Semi-parametric estimation of the hazard function in a model with covariate measurement error
Abstract
We consider a model where the failure hazard function, conditional on a covariate Z is given by R(t,θ0|Z)=η\γ0(t)f\β0(Z), with θ0=(β0,γ0)∈ Rm+p. The baseline hazard function η\γ0 and relative risk f\β0 belong both to parametric families. The covariate Z is measured through the error model U=Z+ε where ε is independent from Z, with known density f\ε. We observe a n-sample (X\i, D\i, U\i), i=1,...,n, where X\i is the minimum between the failure time and the censoring time, and D\i is the censoring indicator. We aim at estimating θ0 in presence of the unknown density g. Our estimation procedure based on least squares criterion provide two estimators. The first one minimizes an estimation of the least squares criterion where g is estimated by density deconvolution. Its rate depends on the smoothnesses of f\ε and f\β(z) as a function of z,. We derive sufficient conditions that ensure the n-consistency. The second estimator is constructed under conditions ensuring that the least squares criterion can be directly estimated with the parametric rate. These estimators, deeply studied through examples are in particular n-consistent and asymptotically Gaussian in the Cox model and in the excess risk model, whatever is f\ε.
Turn this paper into a full lesson
ArcXiv compiles a staged curriculum from this paper: 8-12 lessons across beginner → advanced, synthesised section guides, visuals, flashcards, a quiz, exercises, and on-demand deep dives per section. Grounded in the abstract, never invented.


▸ DESCRIPTION OF THE TASK
Look through the listing and locate every line containing the word "open"; copy those lines.

▸ DATASET EXCERPTS
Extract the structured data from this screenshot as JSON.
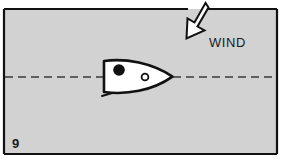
{
  "figure": {
    "number": "9",
    "caption_region_label": "9",
    "background_color": "#d2d2d2",
    "frame_color": "#111111",
    "page_color": "#ffffff",
    "ink_color": "#111111",
    "hull_fill": "#ffffff",
    "arrow_fill": "#ffffff"
  },
  "annotations": {
    "wind_label": "WIND"
  },
  "elements": {
    "wind_arrow_name": "wind-direction-arrow",
    "boat_name": "sailboat-hull",
    "mast_name": "mast-marker",
    "block_name": "sail-block-fitting",
    "boom_name": "boom-line",
    "centerline_name": "course-centerline"
  },
  "geometry": {
    "frame": {
      "x": 4,
      "y": 8,
      "width": 274,
      "height": 147
    },
    "centerline_y": 77,
    "hull": {
      "left": 103,
      "right": 173,
      "top": 60,
      "bottom": 93
    },
    "mast": {
      "cx": 119,
      "cy": 70,
      "r": 6
    },
    "block": {
      "cx": 145,
      "cy": 77,
      "r": 3.4
    },
    "wind_label_pos": {
      "x": 209,
      "y": 47
    },
    "figure_number_pos": {
      "x": 12,
      "y": 148
    }
  }
}
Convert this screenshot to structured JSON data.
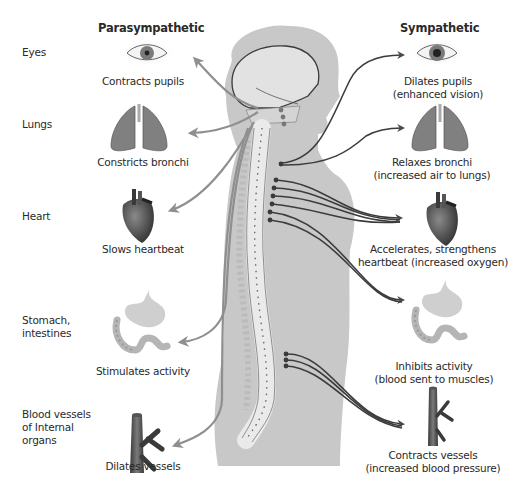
{
  "headers": {
    "left": "Parasympathetic",
    "right": "Sympathetic"
  },
  "organs": [
    {
      "id": "eyes",
      "label_lines": [
        "Eyes"
      ],
      "icon": "eye-icon",
      "parasympathetic": [
        "Contracts pupils"
      ],
      "sympathetic": [
        "Dilates pupils",
        "(enhanced vision)"
      ]
    },
    {
      "id": "lungs",
      "label_lines": [
        "Lungs"
      ],
      "icon": "lungs-icon",
      "parasympathetic": [
        "Constricts bronchi"
      ],
      "sympathetic": [
        "Relaxes bronchi",
        "(increased air to lungs)"
      ]
    },
    {
      "id": "heart",
      "label_lines": [
        "Heart"
      ],
      "icon": "heart-icon",
      "parasympathetic": [
        "Slows heartbeat"
      ],
      "sympathetic": [
        "Accelerates, strengthens",
        "heartbeat (increased oxygen)"
      ]
    },
    {
      "id": "stomach",
      "label_lines": [
        "Stomach,",
        "intestines"
      ],
      "icon": "stomach-intestines-icon",
      "parasympathetic": [
        "Stimulates activity"
      ],
      "sympathetic": [
        "Inhibits activity",
        "(blood sent to muscles)"
      ]
    },
    {
      "id": "vessels",
      "label_lines": [
        "Blood vessels",
        "of Internal",
        "organs"
      ],
      "icon": "blood-vessel-icon",
      "parasympathetic": [
        "Dilates vessels"
      ],
      "sympathetic": [
        "Contracts vessels",
        "(increased blood pressure)"
      ]
    }
  ],
  "colors": {
    "body": "#c8c8c8",
    "spine": "#e9e9e9",
    "parasympathetic_arrow": "#8f8f8f",
    "sympathetic_arrow": "#3c3c3c",
    "organ_fill": "#7c7c7c",
    "text": "#2a2a2a"
  }
}
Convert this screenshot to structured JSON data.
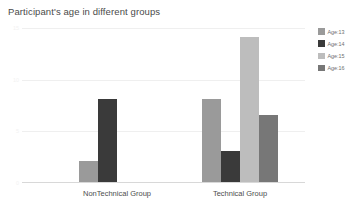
{
  "chart_data": {
    "type": "bar",
    "title": "Participant's age in different groups",
    "xlabel": "",
    "ylabel": "",
    "categories": [
      "NonTechnical Group",
      "Technical Group"
    ],
    "series": [
      {
        "name": "Age:13",
        "color": "#9a9a9a",
        "values": [
          2,
          8
        ]
      },
      {
        "name": "Age:14",
        "color": "#3a3a3a",
        "values": [
          8,
          3
        ]
      },
      {
        "name": "Age:15",
        "color": "#bdbdbd",
        "values": [
          0,
          14
        ]
      },
      {
        "name": "Age:16",
        "color": "#777777",
        "values": [
          0,
          6.5
        ]
      }
    ],
    "ylim": [
      0,
      15
    ],
    "yticks": [
      0,
      5,
      10,
      15
    ],
    "ytick_labels": [
      "0",
      "5",
      "10",
      "15"
    ],
    "grid": true,
    "legend_position": "right"
  },
  "legend": {
    "items": [
      {
        "label": "Age:13"
      },
      {
        "label": "Age:14"
      },
      {
        "label": "Age:15"
      },
      {
        "label": "Age:16"
      }
    ]
  }
}
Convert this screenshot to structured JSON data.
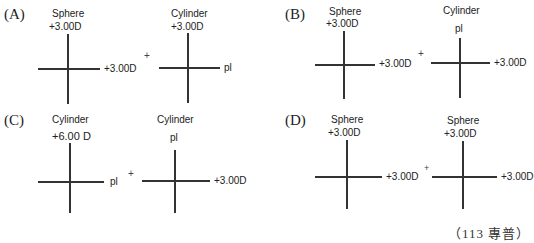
{
  "options": [
    {
      "label": "(A)",
      "left": {
        "type": "Sphere",
        "vertical": "+3.00D",
        "horizontal": "+3.00D"
      },
      "right": {
        "type": "Cylinder",
        "vertical": "+3.00D",
        "horizontal": "pl"
      }
    },
    {
      "label": "(B)",
      "left": {
        "type": "Sphere",
        "vertical": "+3.00D",
        "horizontal": "+3.00D"
      },
      "right": {
        "type": "Cylinder",
        "vertical": "pl",
        "horizontal": "+3.00D"
      }
    },
    {
      "label": "(C)",
      "left": {
        "type": "Cylinder",
        "vertical": "+6.00 D",
        "horizontal": "pl"
      },
      "right": {
        "type": "Cylinder",
        "vertical": "pl",
        "horizontal": "+3.00D"
      }
    },
    {
      "label": "(D)",
      "left": {
        "type": "Sphere",
        "vertical": "+3.00D",
        "horizontal": "+3.00D"
      },
      "right": {
        "type": "Sphere",
        "vertical": "+3.00D",
        "horizontal": "+3.00D"
      }
    }
  ],
  "plus_sign": "+",
  "caption": "（113 專普）"
}
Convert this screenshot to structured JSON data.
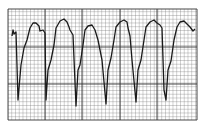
{
  "figure": {
    "beats_visible": 6,
    "colors": {
      "background": "#ffffff",
      "grid": "#555555",
      "trace": "#222222"
    }
  }
}
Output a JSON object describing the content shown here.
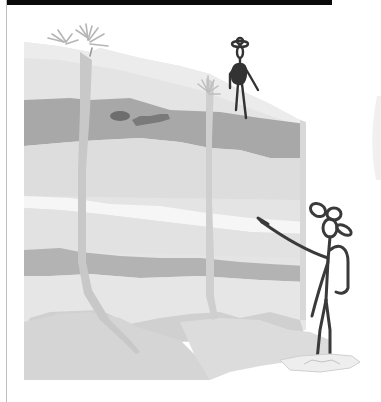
{
  "image": {
    "title": "",
    "description": "Cartoon illustration of a layered rock cliff (sedimentary strata) with a stick-figure person standing on top and another hiker with a hat and backpack standing in water at the base, pointing at the cliff layers. A dark fossil-like nodule is embedded in the upper dark stratum.",
    "elements": {
      "top_bar": "black header strip",
      "cliff": "layered rock face with alternating light and dark gray bands",
      "fossil": "dark rounded objects in upper dark band",
      "plants": [
        "grass tuft at top-left",
        "small grass tuft near standing figure"
      ],
      "figure_top": "stick figure with hat standing on cliff top",
      "figure_bottom": "stick figure hiker with wide-brim hat and backpack pointing at cliff",
      "water": "puddle at hiker's feet"
    }
  },
  "colors": {
    "background": "#ffffff",
    "top_bar": "#0a0a0a",
    "rock_light": "#e6e6e6",
    "rock_mid": "#d2d2d2",
    "rock_dark": "#a9a9a9",
    "rock_white_band": "#f4f4f4",
    "fossil": "#6e6e6e",
    "ink": "#3a3a3a",
    "grass": "#b8b8b8",
    "water": "#e8e8e8"
  }
}
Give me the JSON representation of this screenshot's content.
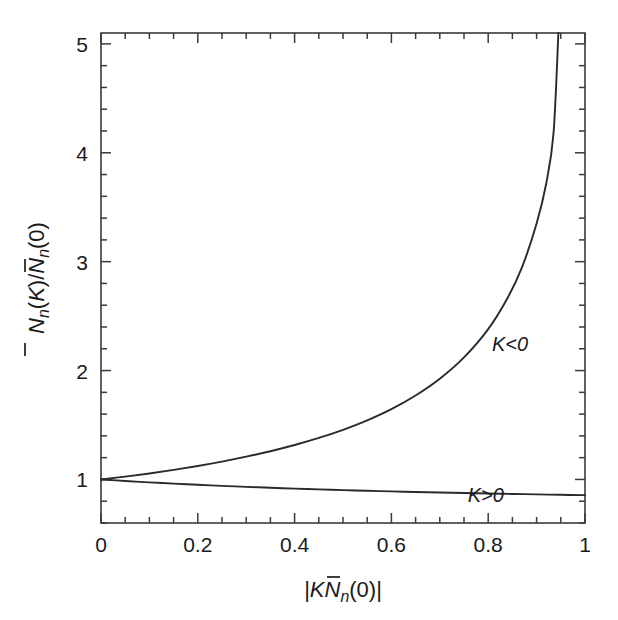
{
  "chart_data": {
    "type": "line",
    "title": "",
    "xlabel": "|K N̄ₙ(0)|",
    "ylabel": "N̄ₙ(K)/N̄ₙ(0)",
    "xlim": [
      0,
      1.0
    ],
    "ylim": [
      0.6,
      5.1
    ],
    "grid": false,
    "legend_position": "inline-annotation",
    "x_ticks_major": [
      "0",
      "0.2",
      "0.4",
      "0.6",
      "0.8",
      "1"
    ],
    "x_tick_values": [
      0,
      0.2,
      0.4,
      0.6,
      0.8,
      1
    ],
    "x_minor_step": 0.05,
    "y_ticks_major": [
      "1",
      "2",
      "3",
      "4",
      "5"
    ],
    "y_tick_values": [
      1,
      2,
      3,
      4,
      5
    ],
    "y_minor_step": 0.2,
    "series": [
      {
        "name": "K < 0",
        "label": "K<0",
        "label_x": 0.845,
        "label_y": 2.18,
        "x": [
          0.0,
          0.05,
          0.1,
          0.15,
          0.2,
          0.25,
          0.3,
          0.35,
          0.4,
          0.45,
          0.5,
          0.55,
          0.6,
          0.65,
          0.7,
          0.75,
          0.8,
          0.84,
          0.87,
          0.9,
          0.92,
          0.935,
          0.945
        ],
        "y": [
          1.0,
          1.026,
          1.055,
          1.088,
          1.124,
          1.164,
          1.209,
          1.259,
          1.316,
          1.381,
          1.456,
          1.543,
          1.646,
          1.771,
          1.925,
          2.121,
          2.381,
          2.667,
          2.95,
          3.35,
          3.72,
          4.18,
          5.1
        ]
      },
      {
        "name": "K > 0",
        "label": "K>0",
        "label_x": 0.795,
        "label_y": 0.795,
        "x": [
          0.0,
          0.05,
          0.1,
          0.15,
          0.2,
          0.25,
          0.3,
          0.35,
          0.4,
          0.45,
          0.5,
          0.55,
          0.6,
          0.65,
          0.7,
          0.75,
          0.8,
          0.85,
          0.9,
          0.95,
          1.0
        ],
        "y": [
          1.0,
          0.986,
          0.973,
          0.962,
          0.951,
          0.941,
          0.932,
          0.924,
          0.916,
          0.909,
          0.902,
          0.896,
          0.89,
          0.885,
          0.88,
          0.875,
          0.871,
          0.867,
          0.863,
          0.859,
          0.856
        ]
      }
    ]
  },
  "axis": {
    "y_label_parts": {
      "n1": "N",
      "sub1": "n",
      "arg1": "(K)",
      "slash": "/",
      "n2": "N",
      "sub2": "n",
      "arg2": "(0)"
    },
    "x_label_parts": {
      "open": "|",
      "k": "K",
      "n": "N",
      "sub": "n",
      "arg": "(0)",
      "close": "|"
    }
  },
  "colors": {
    "curve": "#2a2a2a",
    "frame": "#3a3a3a",
    "background": "#ffffff",
    "text": "#1a1a1a"
  }
}
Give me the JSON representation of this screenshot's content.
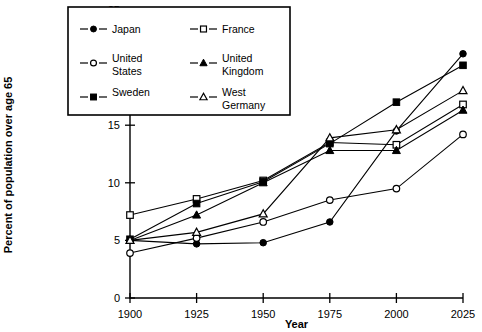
{
  "chart_data": {
    "type": "line",
    "title": "",
    "xlabel": "Year",
    "ylabel": "Percent of population over age 65",
    "x": [
      1900,
      1925,
      1950,
      1975,
      2000,
      2025
    ],
    "xticklabels": [
      "1900",
      "1925",
      "1950",
      "1975",
      "2000",
      "2025"
    ],
    "yticks": [
      0,
      5,
      10,
      15,
      20,
      25
    ],
    "yticklabels": [
      "0",
      "5",
      "10",
      "15",
      "20",
      "25"
    ],
    "xlim": [
      1900,
      2025
    ],
    "ylim": [
      0,
      25
    ],
    "grid": false,
    "legend_position": "upper-left-inset",
    "series": [
      {
        "name": "Japan",
        "marker": "filled-circle",
        "values": [
          5.0,
          4.7,
          4.8,
          6.6,
          14.5,
          21.2
        ]
      },
      {
        "name": "France",
        "marker": "open-square",
        "values": [
          7.2,
          8.6,
          10.2,
          13.5,
          13.3,
          16.8
        ]
      },
      {
        "name": "United States",
        "marker": "open-circle",
        "values": [
          3.9,
          5.2,
          6.6,
          8.5,
          9.5,
          14.2
        ]
      },
      {
        "name": "United Kingdom",
        "marker": "filled-triangle",
        "values": [
          5.0,
          7.2,
          10.0,
          12.8,
          12.8,
          16.3
        ]
      },
      {
        "name": "Sweden",
        "marker": "filled-square",
        "values": [
          5.1,
          8.2,
          10.1,
          13.4,
          17.0,
          20.2
        ]
      },
      {
        "name": "West Germany",
        "marker": "open-triangle",
        "values": [
          5.0,
          5.7,
          7.3,
          13.9,
          14.6,
          18.0
        ]
      }
    ]
  },
  "legend": {
    "entries": [
      {
        "label": "Japan",
        "marker": "filled-circle"
      },
      {
        "label": "France",
        "marker": "open-square"
      },
      {
        "label": "United States",
        "marker": "open-circle"
      },
      {
        "label": "United Kingdom",
        "marker": "filled-triangle"
      },
      {
        "label": "Sweden",
        "marker": "filled-square"
      },
      {
        "label": "West Germany",
        "marker": "open-triangle"
      }
    ],
    "labels_split": {
      "united_states_line1": "United",
      "united_states_line2": "States",
      "united_kingdom_line1": "United",
      "united_kingdom_line2": "Kingdom",
      "west_germany_line1": "West",
      "west_germany_line2": "Germany"
    }
  },
  "colors": {
    "ink": "#000000",
    "background": "#ffffff"
  }
}
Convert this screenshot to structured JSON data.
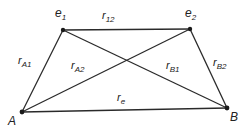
{
  "diagram": {
    "type": "quadrilateral-with-diagonals",
    "stroke_color": "#2a2a2a",
    "node_color": "#1a1a1a",
    "nodes": {
      "e1": {
        "label": "e",
        "sub": "1",
        "x": 63,
        "y": 30
      },
      "e2": {
        "label": "e",
        "sub": "2",
        "x": 190,
        "y": 29
      },
      "A": {
        "label": "A",
        "sub": "",
        "x": 22,
        "y": 112
      },
      "B": {
        "label": "B",
        "sub": "",
        "x": 227,
        "y": 108
      }
    },
    "edges": [
      {
        "id": "r12",
        "from": "e1",
        "to": "e2",
        "label": "r",
        "sub": "12"
      },
      {
        "id": "rA1",
        "from": "A",
        "to": "e1",
        "label": "r",
        "sub": "A1"
      },
      {
        "id": "rA2",
        "from": "A",
        "to": "e2",
        "label": "r",
        "sub": "A2"
      },
      {
        "id": "rB1",
        "from": "B",
        "to": "e1",
        "label": "r",
        "sub": "B1"
      },
      {
        "id": "rB2",
        "from": "B",
        "to": "e2",
        "label": "r",
        "sub": "B2"
      },
      {
        "id": "re",
        "from": "A",
        "to": "B",
        "label": "r",
        "sub": "e"
      }
    ]
  }
}
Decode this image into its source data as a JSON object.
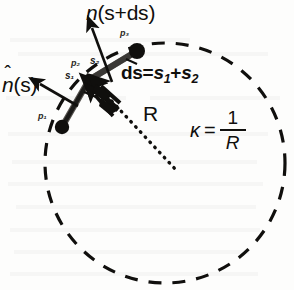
{
  "figure": {
    "background_color": "#fdfdfc",
    "ink_color": "#100f0d"
  },
  "labels": {
    "normal_at_s_plus_ds": {
      "symbol": "n",
      "hat": "ˆ",
      "arg": "(s+ds)"
    },
    "normal_at_s": {
      "symbol": "n",
      "hat": "ˆ",
      "arg": "(s)"
    },
    "arc_length_equation": {
      "lhs": "ds",
      "eq": "=",
      "term1": "s",
      "term1_sub": "1",
      "plus": "+",
      "term2": "s",
      "term2_sub": "2"
    },
    "radius_label": "R",
    "curvature_equation": {
      "kappa": "κ",
      "eq": "=",
      "numerator": "1",
      "denominator": "R"
    },
    "points": [
      {
        "name": "p1",
        "text": "p₁"
      },
      {
        "name": "p2",
        "text": "p₂"
      },
      {
        "name": "p3",
        "text": "p₃"
      }
    ],
    "segments": [
      {
        "name": "s1",
        "text": "s₁"
      },
      {
        "name": "s2",
        "text": "s₂"
      }
    ]
  },
  "geometry": {
    "circle": {
      "cx": 165,
      "cy": 163,
      "r": 120,
      "style": "dashed",
      "stroke_width": 3
    },
    "radius_line": {
      "x1": 107,
      "y1": 96,
      "x2": 176,
      "y2": 170,
      "style": "dotted"
    },
    "curve_points": [
      {
        "name": "p1",
        "x": 62,
        "y": 127,
        "dot_r": 7
      },
      {
        "name": "p2",
        "x": 89,
        "y": 80,
        "dot_r": 6
      },
      {
        "name": "p3",
        "x": 137,
        "y": 51,
        "dot_r": 8
      }
    ],
    "normal_vectors": [
      {
        "name": "n-at-s",
        "x1": 75,
        "y1": 103,
        "x2": 36,
        "y2": 81
      },
      {
        "name": "n-at-s-plus-ds",
        "x1": 110,
        "y1": 80,
        "x2": 90,
        "y2": 25
      }
    ],
    "delta_n_arrow": {
      "x1": 112,
      "y1": 107,
      "x2": 90,
      "y2": 88
    }
  }
}
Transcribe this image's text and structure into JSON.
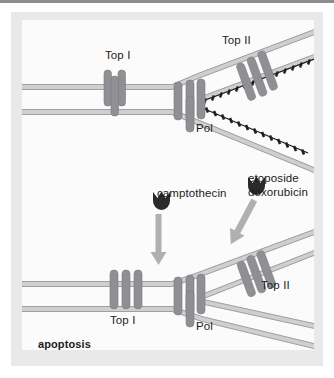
{
  "figure": {
    "background_color": "#ffffff",
    "mat_color": "#e9e9e9",
    "panel_color": "#fbfbfb",
    "rule_color": "#8e8e8e"
  },
  "colors": {
    "dna_fill": "#cfcfcf",
    "dna_stroke": "#9a9a9a",
    "protein_fill": "#8f9094",
    "protein_stroke": "#7a7b7f",
    "arrow": "#b0b0b0",
    "drug_icon": "#2a2a2a",
    "nascent_strand": "#1f1f1f",
    "text": "#1c1c1c"
  },
  "top_panel": {
    "labels": [
      {
        "name": "top-i-label",
        "text": "Top I",
        "x": 105,
        "y": 55
      },
      {
        "name": "top-ii-label",
        "text": "Top II",
        "x": 222,
        "y": 40
      },
      {
        "name": "pol-label",
        "text": "Pol",
        "x": 196,
        "y": 122
      }
    ]
  },
  "bottom_panel": {
    "labels": [
      {
        "name": "camptothecin-label",
        "text": "camptothecin",
        "x": 157,
        "y": 194
      },
      {
        "name": "etoposide-doxorubicin-label",
        "line1": "etoposide",
        "line2": "doxorubicin",
        "x": 248,
        "y": 179
      },
      {
        "name": "top-i-label",
        "text": "Top I",
        "x": 110,
        "y": 307
      },
      {
        "name": "pol-label",
        "text": "Pol",
        "x": 196,
        "y": 313
      },
      {
        "name": "top-ii-label",
        "text": "Top II",
        "x": 261,
        "y": 277
      },
      {
        "name": "apoptosis-label",
        "text": "apoptosis",
        "x": 38,
        "y": 337
      }
    ]
  },
  "legend": {
    "drug_icon_name": "drug-crescent-icon",
    "arrow_icon_name": "down-arrow-icon"
  }
}
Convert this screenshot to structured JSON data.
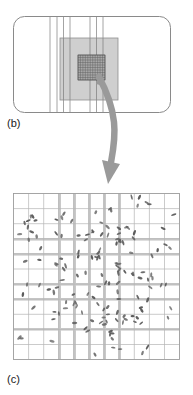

▸ EXERCISE SOLUTION
      "open": "|",
        "marker": "open-square",
        "marker": "open-circle",
        "marker": "open-triangle",
        "marker": "open-square"
        "marker": "open-circle"
        "marker": "open-triangle"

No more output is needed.